■ **Records supplied**

···

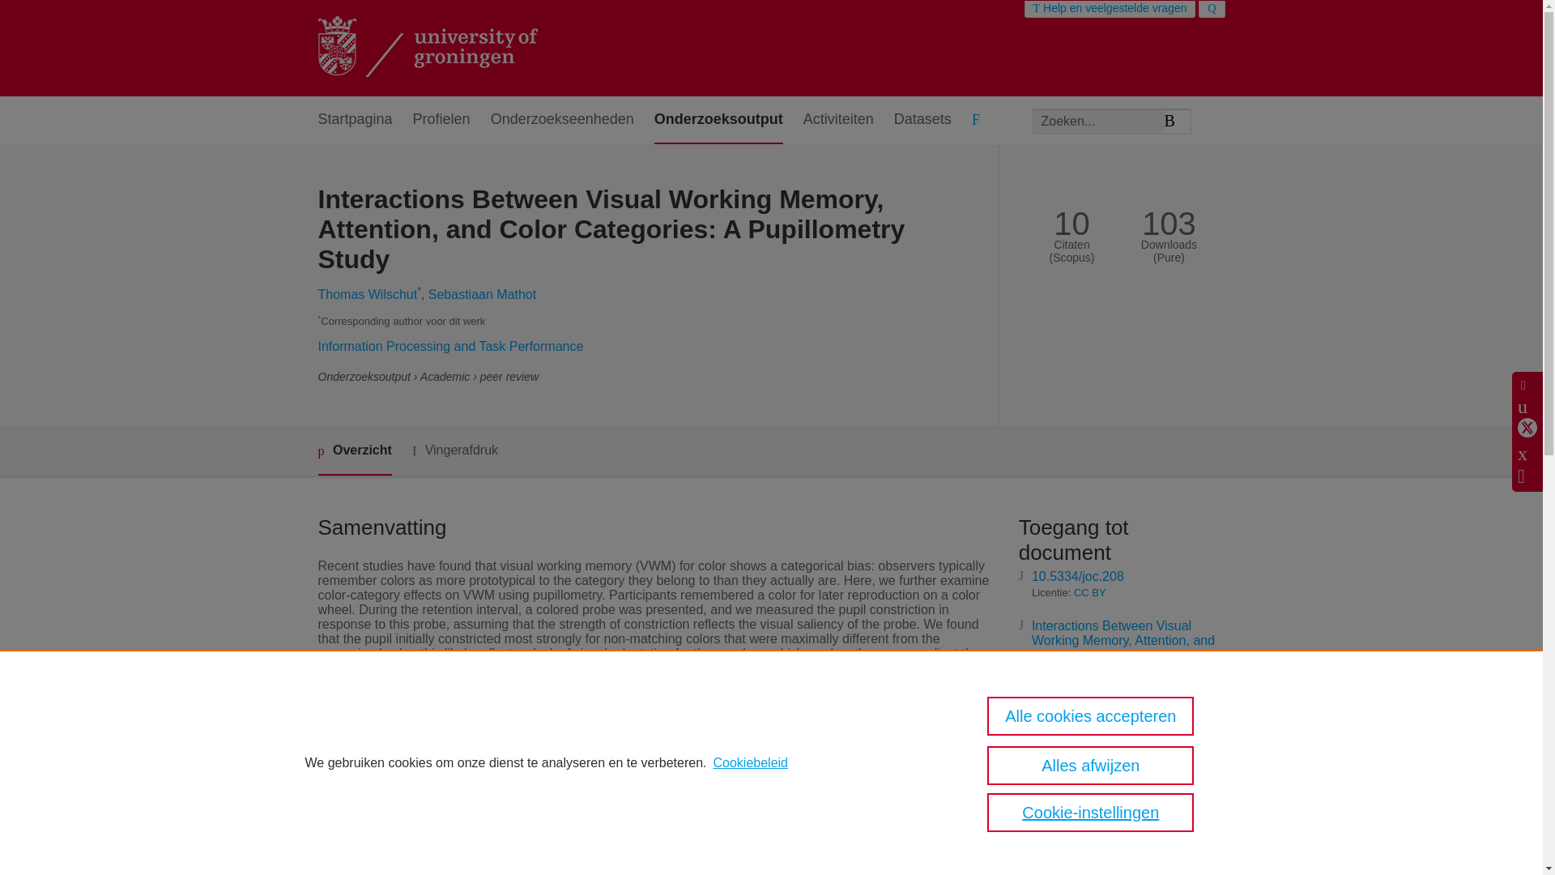  What do you see at coordinates (442, 120) in the screenshot?
I see `Profielen` at bounding box center [442, 120].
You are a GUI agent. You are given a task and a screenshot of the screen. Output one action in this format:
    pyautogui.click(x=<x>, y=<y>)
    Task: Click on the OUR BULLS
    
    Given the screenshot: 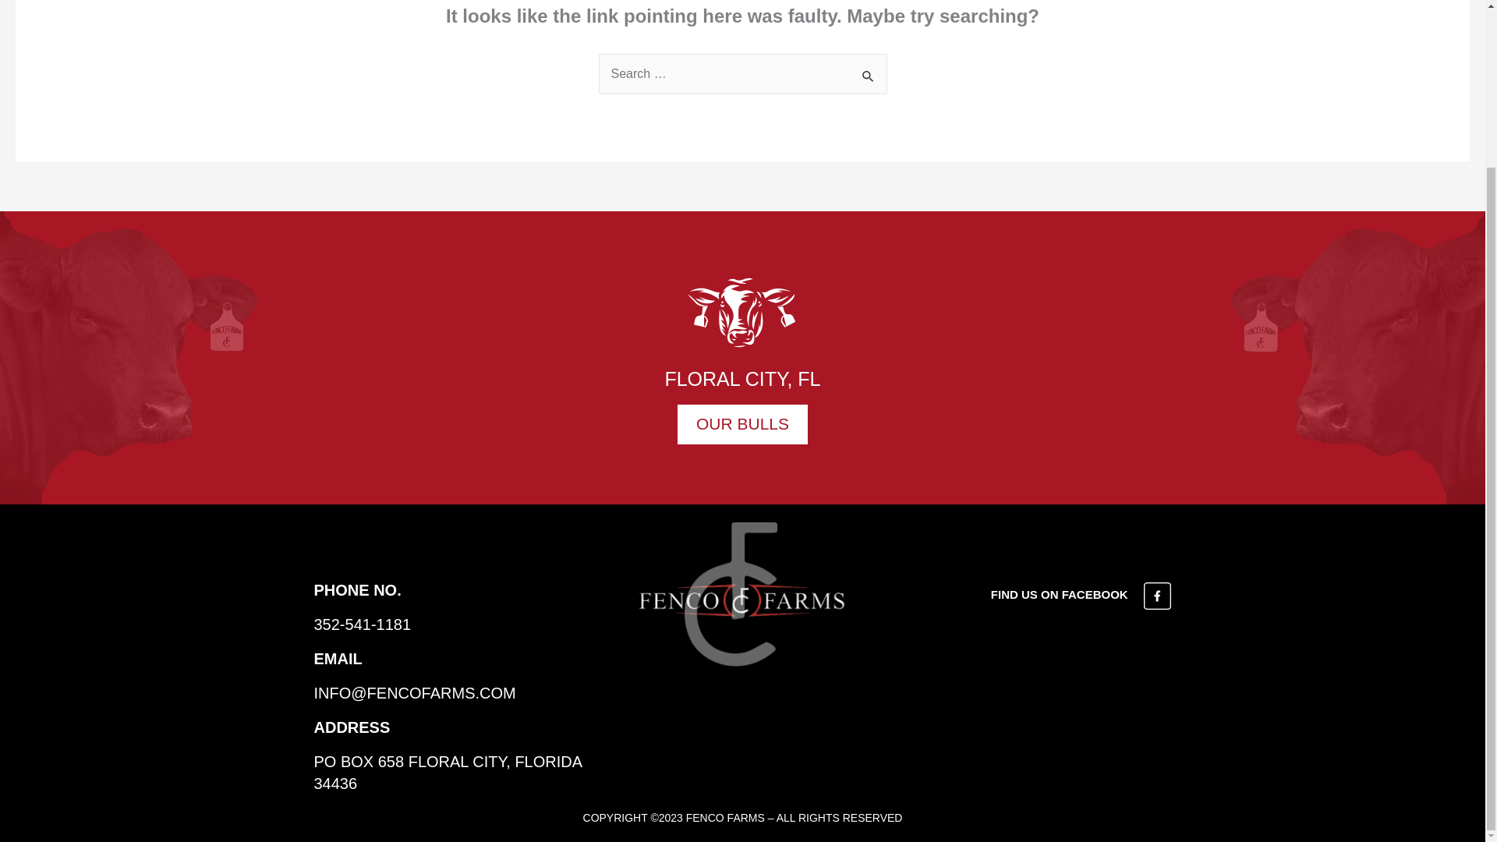 What is the action you would take?
    pyautogui.click(x=742, y=424)
    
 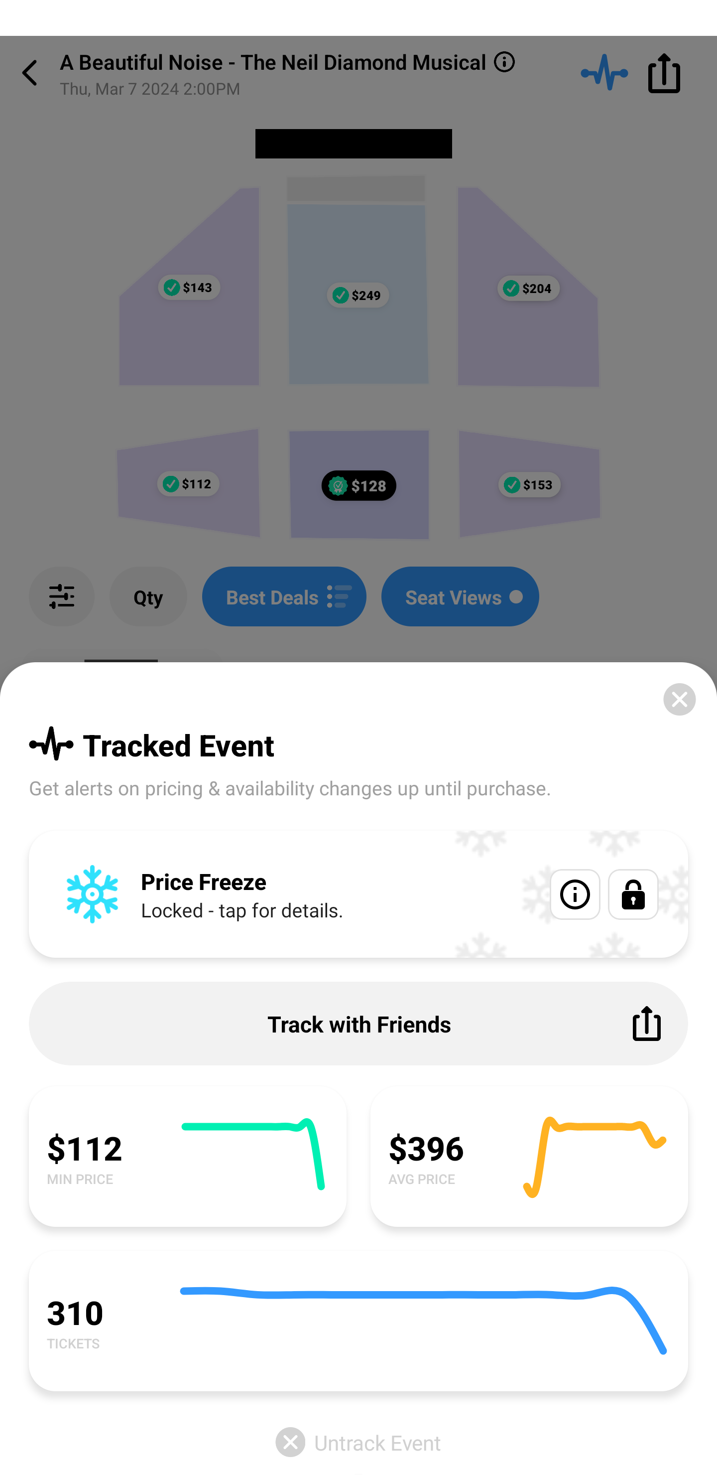 What do you see at coordinates (358, 1024) in the screenshot?
I see `Track with Friends` at bounding box center [358, 1024].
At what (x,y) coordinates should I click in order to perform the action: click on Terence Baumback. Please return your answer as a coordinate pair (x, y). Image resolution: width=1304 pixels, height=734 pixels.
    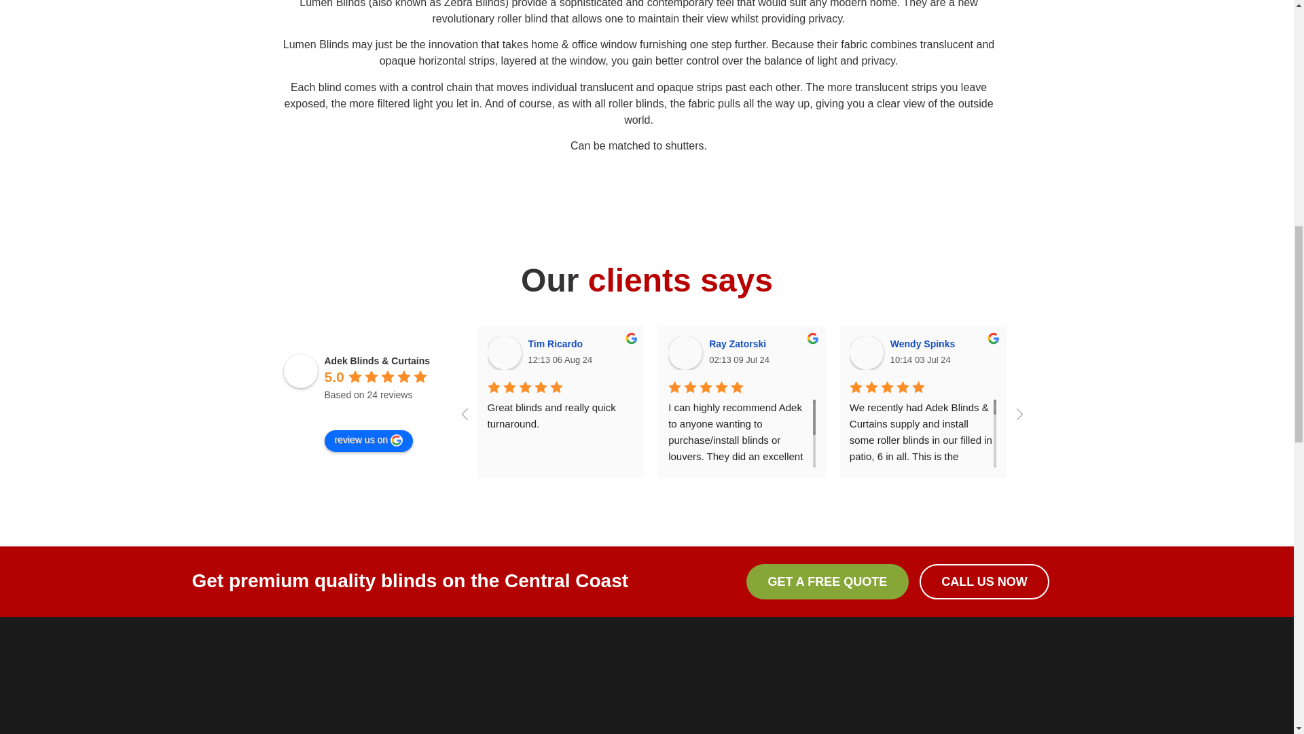
    Looking at the image, I should click on (1228, 352).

···

Keep out the pictures, and copy exactly the lines from the one that contains "At what (x,y)" through the final line of the records above, both ends included.

At what (x,y) coordinates should I click in order to perform the action: click on Terence Baumback. Please return your answer as a coordinate pair (x, y). Image resolution: width=1304 pixels, height=734 pixels.
    Looking at the image, I should click on (1228, 352).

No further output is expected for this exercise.